7 Signs You're Secretly A Train Wreck

7 Signs You're Secretly A Train Wreck

A few signs that you may need to rethink whether you're really as happy as you want to be -- and whether you need to make some changes (help me, now!).

By Leigh Newman

1. You have a gas-station bathroom moment.

public restroom

Somehow, it happens. It's dark out (or sunny). You're traveling (or on the way to work or a first date or an interview). You pull frantically into the gas station, run into the bathroom and try to slap on 35 minutes of makeup in five minutes, with an evil, yellow, single-watt bulb as the only light. Or you try to scrub away the impossible stain on your blouse. Or you rip off that blouse and try to breast-pump over the tiny sink, which may or may not have an outlet nearby. True, gas-station bathrooms don't usually have mirrors. But they do have chrome paper-towel dispensers (with no paper towels). On that scratched, dull service, a version of yourself is reflected and that version is saying, "This pace is not sustainable."

2. Both clerks at the wine store know your name.

3. You spend longer hours at work -- but don't get more done.

woman office night

How's that possible? Uh, look at your office environment. When co-workers are rude, unkind and disrespectful in a workplace, women tend to...work harder, found a recent study at the University of New England. It might be time to act like a man -- or at least like the men in this particular study -- and just leave.

4. You know how to turn the lights on in every hotel room.

Including the one with a master switch in the hall which controls the bedroom light and/or the bathroom light and/or the two bedside table lights. Except when it doesn't—which you can tell in one glance, while still holding the handle of your roller bag. Perhaps initially, you saw this as a triumph. You had mastered a skill. The next 7,892 trips for work, you thought, were going to be so much easier. Then you thought...wait a minute... 7,892 more trips?

5. People frequently ask you, "How do you do it all -- all the time?"

working mother phone

If somebody asks you this, I'm going to assume you look happy and well-adjusted. (If you looked tired and frantic, nobody would ask you; they'd be afraid to add to your duress, and assume that you have not found a life balance to imitate). Maybe you are, in fact, rocking it all. Or maybe you are like me, and have a face that has been frozen in the "rocking it" expression since 1989. So I'm going to take a risk and just say it: If you are doing it all, you are not rocking it all, all of the time. You may rock it all some of the time. Or you may rock some of it all of the time. But you can't be superstartastic at everything at every moment. If people perceive you in this manner -- they have not seen those other moments when you crack at the seams and, say, run around the house with filthy lint off the dryer filter accusing small children and -- why the heck not, stuffed animals -- of trying to set the house on fire. In other words -- and I speak from mortifying experience -- there is probably a disconnect between your outside self and your inside self; the more people think the outside one is running the show, the more you need to end this particular show. (Feel free to curtsy on your way off the stage.)

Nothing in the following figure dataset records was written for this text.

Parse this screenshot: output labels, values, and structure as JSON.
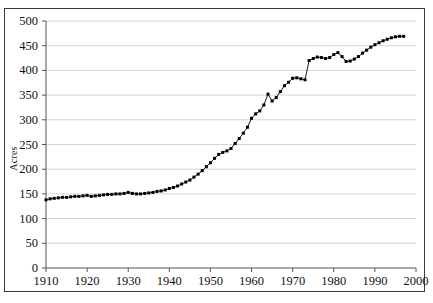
{
  "chart_data": {
    "type": "line",
    "title": "",
    "subtitle": "",
    "xlabel": "",
    "ylabel": "Acres",
    "xlim": [
      1910,
      2000
    ],
    "ylim": [
      0,
      500
    ],
    "ytick_step": 50,
    "xtick_step": 10,
    "yticks": [
      0,
      50,
      100,
      150,
      200,
      250,
      300,
      350,
      400,
      450,
      500
    ],
    "xticks": [
      1910,
      1920,
      1930,
      1940,
      1950,
      1960,
      1970,
      1980,
      1990,
      2000
    ],
    "grid": "horizontal",
    "legend": "none",
    "marker": "square",
    "marker_color": "#000000",
    "line_color": "#000000",
    "grid_color": "#cfcfcf",
    "axis_color": "#555555",
    "border_color": "#3a3a3a",
    "background": "#ffffff",
    "series": [
      {
        "name": "Acres",
        "x": [
          1910,
          1911,
          1912,
          1913,
          1914,
          1915,
          1916,
          1917,
          1918,
          1919,
          1920,
          1921,
          1922,
          1923,
          1924,
          1925,
          1926,
          1927,
          1928,
          1929,
          1930,
          1931,
          1932,
          1933,
          1934,
          1935,
          1936,
          1937,
          1938,
          1939,
          1940,
          1941,
          1942,
          1943,
          1944,
          1945,
          1946,
          1947,
          1948,
          1949,
          1950,
          1951,
          1952,
          1953,
          1954,
          1955,
          1956,
          1957,
          1958,
          1959,
          1960,
          1961,
          1962,
          1963,
          1964,
          1965,
          1966,
          1967,
          1968,
          1969,
          1970,
          1971,
          1972,
          1973,
          1974,
          1975,
          1976,
          1977,
          1978,
          1979,
          1980,
          1981,
          1982,
          1983,
          1984,
          1985,
          1986,
          1987,
          1988,
          1989,
          1990,
          1991,
          1992,
          1993,
          1994,
          1995,
          1996,
          1997
        ],
        "values": [
          138,
          140,
          141,
          142,
          143,
          143,
          144,
          145,
          145,
          146,
          147,
          145,
          146,
          147,
          148,
          149,
          149,
          150,
          150,
          151,
          153,
          151,
          150,
          150,
          151,
          152,
          153,
          155,
          156,
          158,
          161,
          163,
          166,
          170,
          174,
          178,
          184,
          190,
          197,
          205,
          213,
          222,
          230,
          234,
          237,
          242,
          252,
          262,
          273,
          285,
          303,
          312,
          318,
          330,
          352,
          338,
          345,
          357,
          369,
          376,
          384,
          385,
          383,
          381,
          420,
          424,
          427,
          426,
          424,
          426,
          432,
          436,
          428,
          418,
          419,
          423,
          428,
          435,
          441,
          447,
          452,
          456,
          460,
          463,
          466,
          468,
          469,
          469
        ]
      }
    ]
  }
}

6. You have a touch moment.

You're at the end of a yoga class, lying on a mat, doing your corpse relaxation position (breathe, breathe) when your teacher approaches. Very gently she adjusts your arm and legs, then places a hand on your forehead, and you burst into tears. Because, all of a sudden, you remember how wonderful it is to be touched. And how long it's been.

7. You get weepy about Taye Diggs and Idina Menzel.

taye diggs idina menzel

Or any other celebrity breakup or divorce. Because yes, Taye and Idina were together for 10 years and starred in a Broadway show. She sang on "Frozen"; he shone on "Private Practice" and they made an insanely beautiful baby.

From the pictures, they look like kind people. Real. In Love. Until...gulp...they, all of a sudden, weren't and split up, which still upsets you, right? I mean, what is going on in the world these days? Sobsniffleblownose. Which is right when you need to ask yourself: Honey, what's going on with your world?

Leigh Newman is the deputy editor at Oprah.com and the author of Still Points North: One Alaskan Childhood, One Grown Up World, One Long Journey Home.